From Volume 5, Issue Number 2 of EIR Online, Published Jan. 10, 2006

World Economic News

Germany Has Lost 3.8 Million Real Jobs Since 1991

In a survey mandated by the previous Schroeder government, and released Jan. 5, the German Institute of Labor and Employment Research (IAB), together with the Institute of Labor and Technology (IAT), reported that in the past 15 years, 3.8 million real and fully insured jobs were axed in Germany, and only partly replaced by part-time or uninsured mini-jobs. This implies that several hundred billions of d-marks and (from 2002 on) of euros have not been paid into the social and health-insurance system of Germany, during this period.

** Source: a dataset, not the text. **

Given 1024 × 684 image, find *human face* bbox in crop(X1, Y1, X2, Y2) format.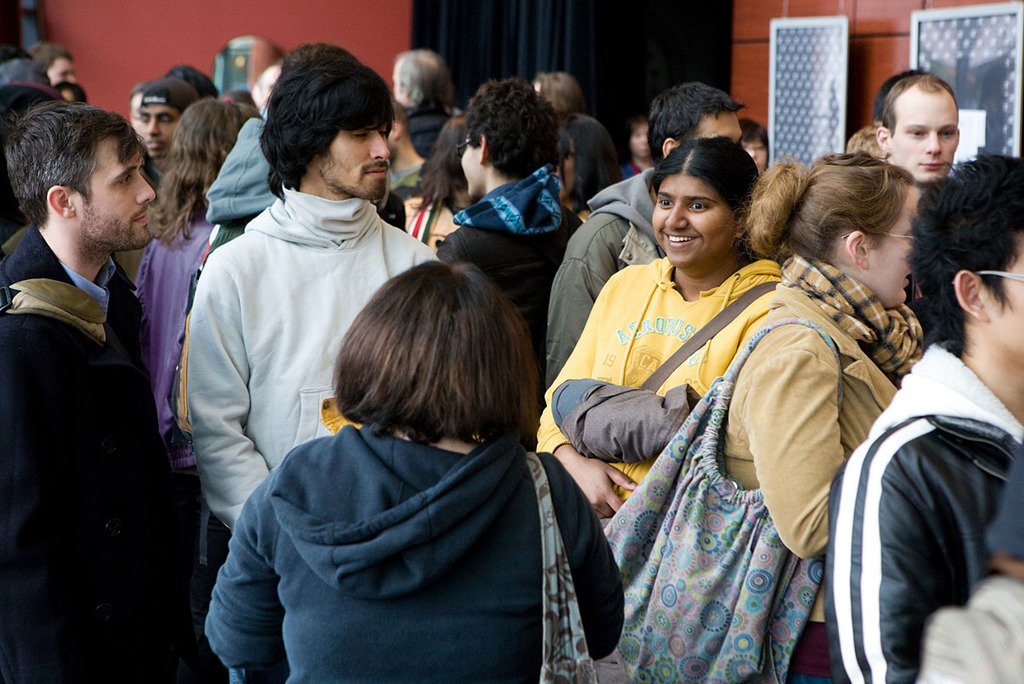
crop(457, 127, 493, 195).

The same survey added another finding to the long list of flops related to the Hartz I-IV "reforms": Of the 276,000 "Ich AGs" (I-Inc.'s), formed under this legislation with the illusion that subsidizing these mini start-ups, new jobs would be created, 76% serve the sole purpose of sustaining the "firm-owner"—there is no employment of anyone else. Some 210,000 persons are kept out of the unemployment statistics for up to three years of government co-funding by this means.

Furthermore, the survey found that the mass-creation of new low-income, low-skill jobs, as propagated by market radicals, simply is not possible, because there is an under-supply of jobs anyway. Moreover, 45% of low-income, low-skill jobs are already occupied by people with higher skills, so that unemployed Germans with lower skills often have no chance of getting a job that corresponds to their skills. The same pattern also shows a drastic under-supply of high-skill jobs.

Nippon Head Warns Against Bubble Economy

As the Japanese Nikkei average barrelled above the 15,000 level for the first time in five years, accompanied by calls from Forbes to the Wall Street Journal recommending that investors put money into Japanese stocks and real estate, Hiroshi Okuda, chairman of the Nippon Keidanren (Japan Business Federation) stepped forward to draw a line. Okuda asserted, as reported by Asahi Shimbun Jan. 3, "It seems Japan as a whole has started to develop an atmosphere of a bubble economy. Japan as a whole is about to turn into a nation obsessed with money. I can only hope the situation does not develop into a second economic bubble." Okuda is referencing the first bubble of a stock and real estate build-up, whose puncture in the early 1990s shook Japan.

Okuda offered his view in response to a question posed by Japanese Prime Minister Junichiro Koizumi at a meeting of the Council on Economic and Fiscal Policy, who asked, "Is the current economic situation worrisome?"